Attorney Edward Bielski, president of Bielski Law LLC and former partner of Stewart & Irwin PC filed the lawsuit against the city at the end of last year alleging the city knowingly enforced an illegal traffic ordinance and wrongly collected money from citations “to maximize city revenue.”

The lawsuit named 18 plaintiffs, of which only two were Carmel residents. All had been cited under Carmel’s local traffic ordinance, which was deemed invalid by the Indiana Court of Appeals in a separate lawsuit last year.

The plaintiffs claimed the illegal citations resulted in higher auto insurance rates and points on their driver's licenses.
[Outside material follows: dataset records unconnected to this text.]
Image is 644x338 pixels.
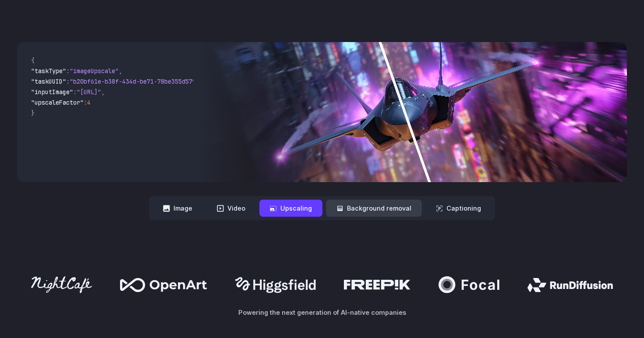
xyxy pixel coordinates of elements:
[31,56,35,64] span: {
[425,199,491,217] button: Captioning
[260,199,323,217] button: Upscaling
[200,42,627,182] img: Futuristic stealth jet streaking through a neon-lit cityscape with glowing purple exhaust
[119,67,122,75] span: ,
[31,109,35,117] span: }
[77,88,101,96] span: "[URL]"
[206,199,256,217] button: Video
[70,78,203,86] span: "b20bf61e-b38f-434d-be71-78be355d5795"
[87,99,91,106] span: 4
[31,78,66,86] span: "taskUUID"
[66,67,70,75] span: :
[73,88,77,96] span: :
[84,99,87,106] span: :
[153,199,203,217] button: Image
[17,307,627,317] p: Powering the next generation of AI-native companies
[101,88,105,96] span: ,
[70,67,119,75] span: "imageUpscale"
[31,99,84,106] span: "upscaleFactor"
[31,67,66,75] span: "taskType"
[31,88,73,96] span: "inputImage"
[326,199,422,217] button: Background removal
[66,78,70,86] span: :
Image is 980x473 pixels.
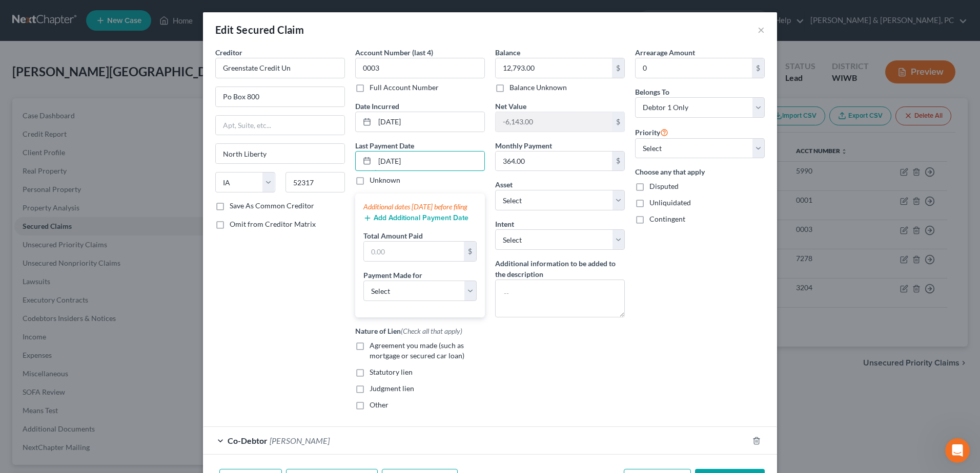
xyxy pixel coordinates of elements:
[356,141,414,151] label: Last Payment Date
[375,112,484,132] input: MM/DD/YYYY
[363,202,477,212] div: Additional dates [DATE] before filing
[45,267,189,297] div: Would you be able to put her case number in and count it as a filing for the month on the dashboard?
[496,152,612,171] input: 0.00
[6,4,26,24] button: go back
[363,214,469,222] button: Add Additional Payment Date
[8,247,197,261] div: [DATE]
[496,58,612,78] input: 0.00
[650,214,686,223] span: Contingent
[496,112,612,132] input: 0.00
[176,332,192,348] button: Send a message…
[17,192,160,232] div: Thanks [PERSON_NAME], while there were some error messages flagged, it looks like the court is re...
[363,230,423,241] label: Total Amount Paid
[496,101,526,112] label: Net Value
[50,13,127,23] p: The team can also help
[8,311,197,372] div: Emma says…
[8,102,197,186] div: Lauren says…
[49,336,57,343] button: Upload attachment
[752,58,764,78] div: $
[370,82,439,93] label: Full Account Number
[286,172,345,192] input: Enter zip...
[364,242,464,261] input: 0.00
[612,58,624,78] div: $
[636,126,669,138] label: Priority
[50,6,87,13] h1: Operator
[216,23,304,37] div: Edit Secured Claim
[8,261,197,311] div: Lauren says…
[496,47,521,58] label: Balance
[16,336,24,343] button: Emoji picker
[230,220,316,229] span: Omit from Creditor Matrix
[636,167,765,178] label: Choose any that apply
[216,48,242,57] span: Creditor
[270,436,330,446] span: [PERSON_NAME]
[227,436,267,446] span: Co-Debtor
[216,144,344,163] input: Enter city...
[612,112,624,132] div: $
[757,24,765,36] button: ×
[356,58,485,79] input: XXXX
[650,182,679,191] span: Disputed
[612,152,624,171] div: $
[636,58,752,78] input: 0.00
[17,28,160,88] div: If your filing is successful, you will just need file the Voluntary Petition after the initial fi...
[650,198,691,207] span: Unliquidated
[363,270,422,280] label: Payment Made for
[370,341,465,360] span: Agreement you made (such as mortgage or secured car loan)
[496,258,625,280] label: Additional information to be added to the description
[375,152,484,171] input: MM/DD/YYYY
[464,242,477,261] div: $
[32,336,40,343] button: Gif picker
[45,152,189,171] div: It looks like the petition was filed though
[370,368,413,376] span: Statutory lien
[496,141,552,151] label: Monthly Payment
[496,180,513,189] span: Asset
[180,4,198,23] div: Close
[230,201,315,211] label: Save As Common Creditor
[160,4,180,24] button: Home
[65,336,73,343] button: Start recording
[8,311,168,354] div: I got the case number added for you for [PERSON_NAME]'s case and the status is filed
[636,87,669,97] span: Belongs To
[370,175,400,185] label: Unknown
[356,101,400,112] label: Date Incurred
[496,218,514,229] label: Intent
[216,58,345,79] input: Search creditor by name...
[370,384,414,393] span: Judgment lien
[37,261,197,303] div: Would you be able to put her case number in and count it as a filing for the month on the dashboard?
[9,314,197,332] textarea: Message…
[370,401,389,409] span: Other
[356,47,433,58] label: Account Number (last 4)
[8,186,197,247] div: Emma says…
[356,326,462,336] label: Nature of Lien
[636,47,695,58] label: Arrearage Amount
[401,327,462,336] span: (Check all that apply)
[8,186,168,238] div: Thanks [PERSON_NAME], while there were some error messages flagged, it looks like the court is re...
[510,82,567,93] label: Balance Unknown
[945,438,970,463] iframe: Intercom live chat
[216,116,344,135] input: Apt, Suite, etc...
[216,87,344,107] input: Enter address...
[29,6,46,22] img: Profile image for Operator
[37,102,197,178] div: It looks like the petition was filed though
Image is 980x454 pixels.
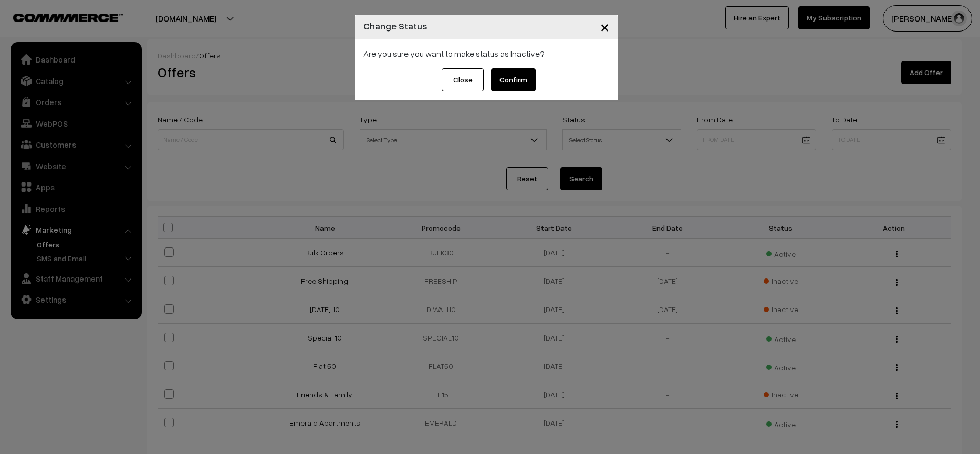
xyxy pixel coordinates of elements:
span: × [600,17,609,36]
button: Confirm [491,69,535,92]
button: Close [442,69,484,92]
div: Are you sure you want to make status as Inactive? [363,47,609,60]
h4: Change Status [363,19,427,33]
button: Close [592,11,618,43]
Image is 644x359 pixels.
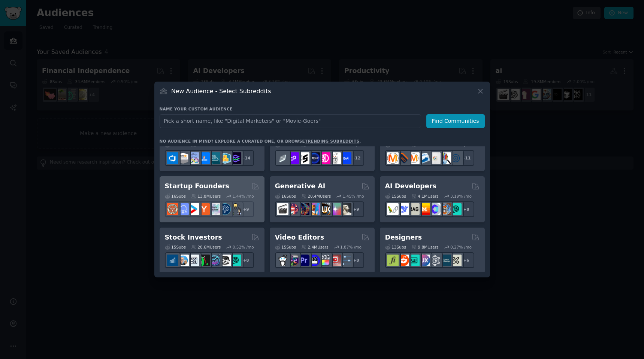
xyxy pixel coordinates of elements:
h2: AI Developers [385,181,436,191]
img: OnlineMarketing [450,152,462,164]
img: DreamBooth [340,203,351,215]
img: googleads [429,152,440,164]
img: UXDesign [419,254,430,266]
div: + 9 [348,201,364,217]
img: ethstaker [298,152,310,164]
img: defiblockchain [319,152,331,164]
div: 4.1M Users [411,193,439,199]
img: defi_ [340,152,351,164]
img: swingtrading [219,254,231,266]
img: gopro [277,254,289,266]
div: 0.27 % /mo [450,244,472,250]
img: EntrepreneurRideAlong [167,203,178,215]
div: 15 Sub s [165,244,186,250]
img: growmybusiness [230,203,241,215]
div: + 8 [459,201,474,217]
div: 15 Sub s [275,244,296,250]
img: Docker_DevOps [188,152,199,164]
img: AskMarketing [408,152,419,164]
img: AIDevelopersSociety [450,203,462,215]
img: AWS_Certified_Experts [177,152,189,164]
img: deepdream [298,203,310,215]
img: typography [387,254,398,266]
img: aivideo [277,203,289,215]
img: StocksAndTrading [209,254,220,266]
img: premiere [298,254,310,266]
h2: Startup Founders [165,181,229,191]
input: Pick a short name, like "Digital Marketers" or "Movie-Goers" [160,114,421,128]
img: MarketingResearch [440,152,451,164]
img: postproduction [340,254,351,266]
img: technicalanalysis [230,254,241,266]
img: VideoEditors [308,254,320,266]
img: DeepSeek [397,203,409,215]
img: Forex [188,254,199,266]
img: LangChain [387,203,398,215]
img: web3 [308,152,320,164]
img: OpenSourceAI [429,203,440,215]
img: aws_cdk [219,152,231,164]
div: + 14 [238,150,254,166]
img: content_marketing [387,152,398,164]
img: Emailmarketing [419,152,430,164]
img: CryptoNews [329,152,341,164]
img: UI_Design [408,254,419,266]
h2: Video Editors [275,233,324,242]
img: Rag [408,203,419,215]
div: 2.4M Users [301,244,329,250]
img: userexperience [429,254,440,266]
img: Youtubevideo [329,254,341,266]
img: finalcutpro [319,254,331,266]
div: 28.6M Users [191,244,221,250]
div: + 11 [459,150,474,166]
div: 13.8M Users [191,193,221,199]
h2: Generative AI [275,181,325,191]
img: learndesign [440,254,451,266]
img: Trading [198,254,210,266]
div: + 8 [238,252,254,268]
img: ethfinance [277,152,289,164]
h3: Name your custom audience [160,106,485,112]
img: ycombinator [198,203,210,215]
h2: Stock Investors [165,233,222,242]
div: + 8 [348,252,364,268]
div: 3.19 % /mo [450,193,472,199]
a: trending subreddits [305,139,359,143]
img: sdforall [308,203,320,215]
img: UX_Design [450,254,462,266]
img: PlatformEngineers [230,152,241,164]
div: 13 Sub s [385,244,406,250]
div: + 6 [459,252,474,268]
img: DevOpsLinks [198,152,210,164]
div: 0.52 % /mo [233,244,254,250]
div: 1.45 % /mo [343,193,364,199]
img: starryai [329,203,341,215]
button: Find Communities [426,114,485,128]
img: FluxAI [319,203,331,215]
div: 9.8M Users [411,244,439,250]
img: logodesign [397,254,409,266]
img: startup [188,203,199,215]
div: 15 Sub s [385,193,406,199]
img: llmops [440,203,451,215]
div: 16 Sub s [165,193,186,199]
img: dividends [167,254,178,266]
img: editors [287,254,299,266]
div: 20.4M Users [301,193,331,199]
img: azuredevops [167,152,178,164]
img: platformengineering [209,152,220,164]
img: SaaS [177,203,189,215]
div: 1.87 % /mo [340,244,362,250]
div: + 9 [238,201,254,217]
div: 16 Sub s [275,193,296,199]
img: bigseo [397,152,409,164]
div: 1.44 % /mo [233,193,254,199]
img: MistralAI [419,203,430,215]
img: ValueInvesting [177,254,189,266]
img: dalle2 [287,203,299,215]
h3: New Audience - Select Subreddits [171,87,271,95]
h2: Designers [385,233,422,242]
img: indiehackers [209,203,220,215]
img: Entrepreneurship [219,203,231,215]
div: No audience in mind? Explore a curated one, or browse . [160,138,361,144]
The complaint also said the motorists were given false information regarding their traffic infractions, so they couldn’t properly defend themselves. It also alleged city police had a policy of wrongly ticketing drivers on Interstate 465 and wrongly ticketing drivers for non-moving violations.

Carmel had requested the court dismiss the lawsuit and argued that the “harm” the plaintiffs described would have occurred regardless of how they were cited because all of them admitted to the traffic violations.

In the decision issued Thursday, U.S. District Court Judge Jane Magnus-Stinson agreed that the complaint did not tie the alleged harm to the Carmel defendants, which included Mayor Jim Brainard, Carmel City Council members from 2014 and 2015, Carmel City Court, Carmel City Judge Brian Poindexter, Carmel attorney Doug Haney and Indiana Bureau of Motor Vehicles superintendent Kent Abernathy.

"We are pleased with this decision that confirms our view that this case was frivolous and needed to be dismissed to preserve justice and the procedures used by many cities and towns across Indiana," Brainard said in a statement sent to IBJ.

Since initially filing the lawsuit in December, Bielski amended the complaint several times and repeatedly stated that “discovery will show” the claims to be true.

Magnus-Stinson ruled that the claims were “too speculative.”

“… These allegations all turn wholly on what plaintiffs think they will learn through discovery, and not on what plaintiffs already know to be true,” Magnus-Stinson wrote.

The issue stems from the city’s previous traffic ordinance that was found to violate the state’s Home Rule act because it duplicated state law. The Indiana Court of Appeals decided that case Dec. 11, and the city later repealed the ordinance in question.

That lawsuit had been filed by Jason Maraman, who had been pulled over and cited for driving 30 mph in a construction zone with a 20 mph speed limit .

Maraman is still pursuing another federal lawsuit against the city in which he accuses a Carmel police officer of giving false testimony and targeting his vehicle for having an out-of-county license plate. He also accuses the officer of inappropriately attempting to speak with a judge during a recess in one of the previous hearings.

In her ruling, Magnus-Stinson accuses the plaintiffs in the class-action lawsuit of trying to “piggyback onto Mr. Maraman’s success,” but because the traffic ordinance wasn’t deemed invalid at the time they received their tickets, the issue doesn’t apply.

Carmel had also requested sanctions against Bielski and requested that he be ordered to pay all or at least a significant portion of the city's legal fees.

The judge denied the request, saying sanctions weren’t warranted, but did note concerns with how the case was handled.

“The Court is disturbed by Plaintiffs’ scattershot approach to this litigation, as demonstrated by the fact that Plaintiffs amended their complaint three times in three months,” Magnus-Stinson wrote.